More on Dimension-4 Proton Decay Problem in F-theory -- Spectral Surface, Discriminant Locus and Monodromy
Hirotaka Hayashi, Teruhiko Kawano, Yoichi Tsuchiya, Taizan Watari
TL;DR
This work examines whether a factorized spectral surface in F-theory can robustly forbid dimension-4 proton decay operators. By moving beyond the 7+1D gauge-theory description to a geometric analysis of monodromy on 2-cycles in a Calabi–Yau 4-fold (via a K3-fibered model and string junctions, with Heterotic duals), the authors show that in simple factorization limits the monodromy is reduced, but the full geometry induces monodromies that mix E8 cycles and destroy any unbroken U(1). Consequently, proton-decay operators are likely generated in the factorized scenario, though several loopholes—such as special topologies, alternative factorization schemes, or duality-based cancellations—could still salvage proton stability. The results underscore the limits of gauge-theory approximations and highlight monodromy as a key diagnostic for persistent U(1) symmetries in F-theory compactifications. Overall, the paper provides a geometrical critique of the factorized spectral-surface approach and outlines potential pathways to reestablish proton stability through more refined constructions or dual descriptions.
Abstract
Factorized spectral surface scenario has been considered as one of solutions to the dimension-4 proton decay problem in supersymmetric compactifications of F-theory. It has been formulated in language of gauge theory on 7+1 dimensions, but the gauge theories descriptions can capture physics of geometry of F-theory compactification only approximately at best. Given the severe constraint on the renormalizable couplings that lead to proton decay, it is worth studying without an approximation whether or not the proton decay operators are removed completely in this scenario. We clarify how the behavior of spectral surface and discriminant locus are related, study monodromy of 2-cycles in a Calabi--Yau 4-fold geometry, and find that the proton decay operators are likely to be generated in a simple factorization limit of the spectral surface. A list of loopholes in this study, and hence a list of chances to save the factorized spectral surface scenario, is also presented.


Task goal: Make an exact copy of the lines from the one containing "Detect the region" through the end of the records below, and leave out every picture.

Dataset entries:

|---|

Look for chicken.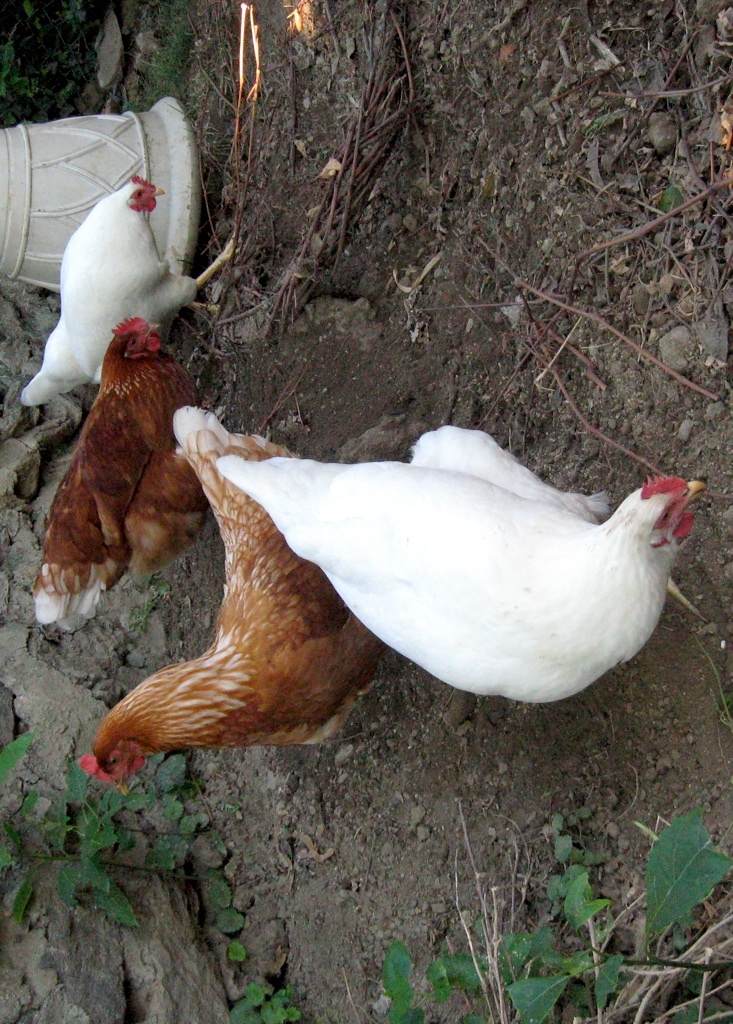
Found: <bbox>28, 310, 216, 633</bbox>.
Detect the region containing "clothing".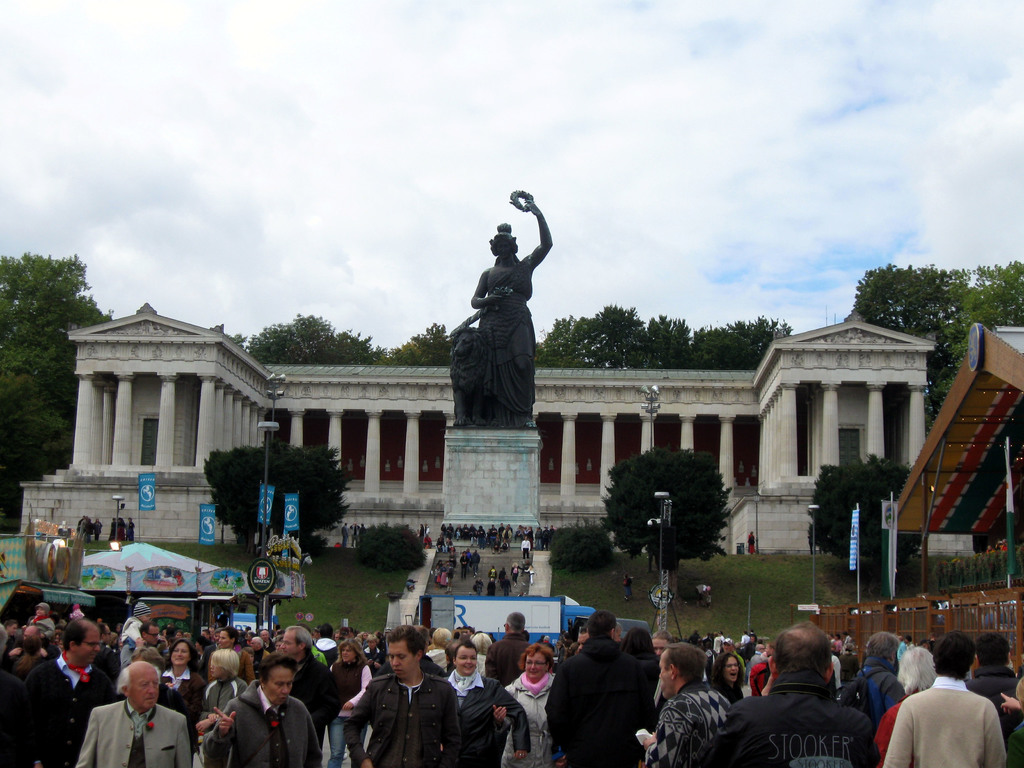
detection(477, 259, 538, 416).
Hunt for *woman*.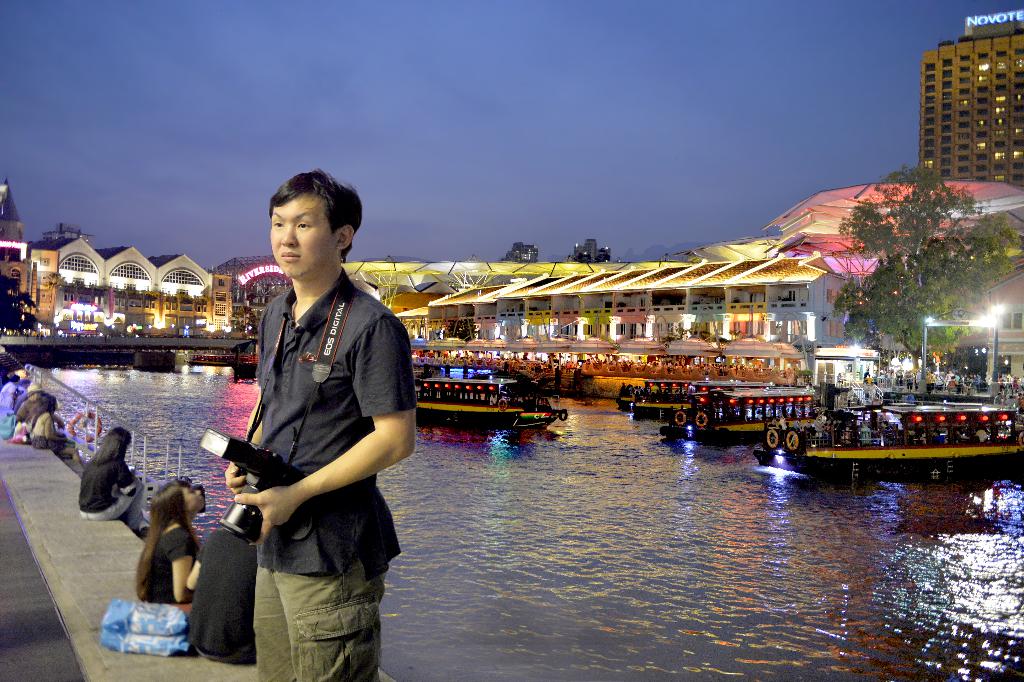
Hunted down at (left=27, top=396, right=79, bottom=462).
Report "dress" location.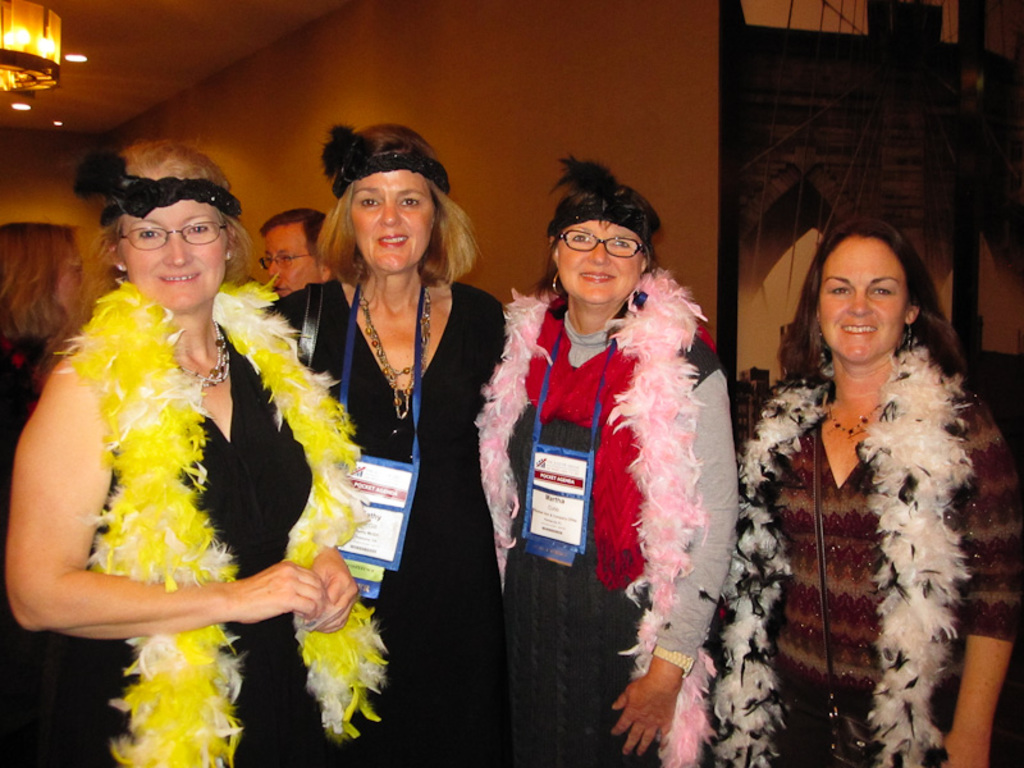
Report: (left=269, top=280, right=503, bottom=767).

|---|

Written answer:
Detect the region containing "clothing".
detection(477, 259, 538, 416).
Hunt for *woman*.
Hunted down at (left=27, top=396, right=79, bottom=462).
Report "dress" location.
Report: (left=269, top=280, right=503, bottom=767).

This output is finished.